Musk and ExTwitter rightly pushed back on this, though their framing of it being some sort of heroic fight against Australian censorship was a bit overblown. The company was fine blocking the content in Australia. Its only protest was about the global nature of the block. Also, the company had given in to similar global block demands in India.

But still, that’s an important legal fight. In the past, we’ve talked about this issue in the context of a Canadian court that ordered a global injunction against certain Google search results in the Equustek case. That case ended sort of oddly, in that an American court said that Google couldn’t be forced into a global injunction, while a Canadian court said “yes they can.” And… then basically everyone gave up. Some have reasonably argued that the USMCA trade agreement between the US, Canada, and Mexico may have effectively made the Canadian Equustek decision obsolete, due to its effective intermediary liability protections, but I don’t think anyone has tested that yet.

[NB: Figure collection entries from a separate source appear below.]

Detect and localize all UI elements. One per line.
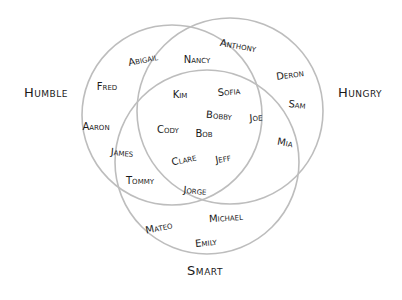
person-label-jorge: Jorge — [183, 185, 207, 197]
circle-humble — [82, 25, 262, 205]
set-label-smart: Smart — [187, 264, 223, 277]
person-label-sofia: Sofia — [217, 86, 241, 98]
person-label-kim: Kim — [173, 90, 188, 100]
person-label-aaron: Aaron — [82, 122, 109, 132]
person-label-cody: Cody — [157, 125, 179, 135]
person-label-joe: Joe — [249, 112, 263, 123]
person-label-sam: Sam — [288, 99, 306, 111]
circle-smart — [115, 70, 299, 254]
person-label-nancy: Nancy — [184, 55, 211, 65]
person-label-bob: Bob — [195, 129, 212, 139]
set-label-humble: Humble — [24, 86, 68, 99]
person-label-bobby: Bobby — [206, 110, 233, 122]
person-label-james: James — [110, 147, 133, 159]
person-label-fred: Fred — [97, 82, 117, 92]
set-label-hungry: Hungry — [338, 86, 382, 99]
person-label-tommy: Tommy — [126, 176, 154, 186]
venn-diagram — [0, 0, 402, 300]
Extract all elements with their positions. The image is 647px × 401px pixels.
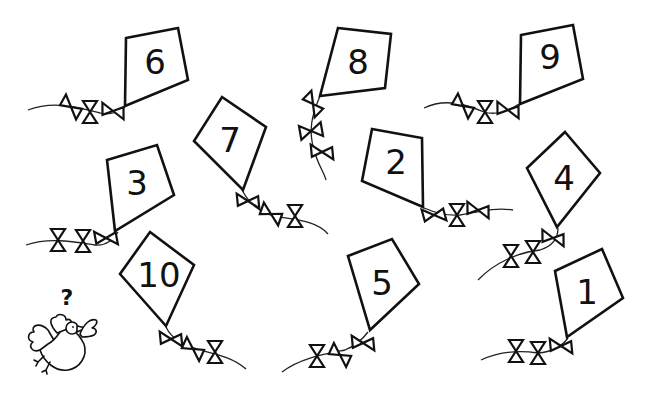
kite-10: 10 — [120, 232, 246, 369]
kite-6: 6 — [28, 28, 188, 123]
kite-number-1: 1 — [576, 272, 598, 312]
question-mark: ? — [61, 285, 74, 310]
kite-number-5: 5 — [371, 263, 393, 303]
kite-5: 5 — [282, 239, 419, 372]
kite-2: 2 — [362, 129, 513, 229]
kite-number-8: 8 — [347, 42, 369, 82]
kite-number-4: 4 — [553, 158, 575, 198]
kite-number-9: 9 — [539, 37, 561, 77]
kite-number-3: 3 — [126, 163, 148, 203]
kite-number-7: 7 — [219, 120, 241, 160]
confused-bird: ? — [29, 285, 97, 374]
kite-worksheet: 6 8 9 7 3 — [0, 0, 647, 401]
kite-9: 9 — [424, 25, 583, 123]
kite-number-10: 10 — [137, 255, 180, 295]
kite-7: 7 — [194, 97, 328, 234]
kite-number-6: 6 — [144, 42, 166, 82]
kite-number-2: 2 — [385, 142, 407, 182]
kite-1: 1 — [481, 249, 623, 364]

So, now, the fight moved to Australia. The EFF itself weighed in, arguing on behalf of ExTwitter that a global takedown is bullshit.

The Australian takedown order also ignores international human rights standards, restricting global access to information without considering less speech-intrusive alternatives. In other words: the Commissioner used a sledgehammer to crack a nut.

Thankfully, a couple weeks back, the Australian federal court correctly sided with ExTwitter and against the eSafety Commissioner, in saying that it was improper to order a global injunction.

And that’s where things currently stand, though it feels like this discussion is far from over. I appreciate that, in this case, Musk was willing to stand up for some level of free speech and fight back against the global injunction. And, also, shame on the Australian eSafety Commissioner who should know better.

Of course, now don’t be surprised to see more attempts to pressure ExTwitter in Australia. Just last week, the company lost a motion in a different case, meaning that it is subject to the jurisdiction of a Queensland court over claims of discrimination due to alleged “hate speech” on the platform.

Either way, kudos to Elon for standing up for what’s actually right in this one case. I wish he’d do it in most other similar situations, but so far the record on that has been pretty spotty.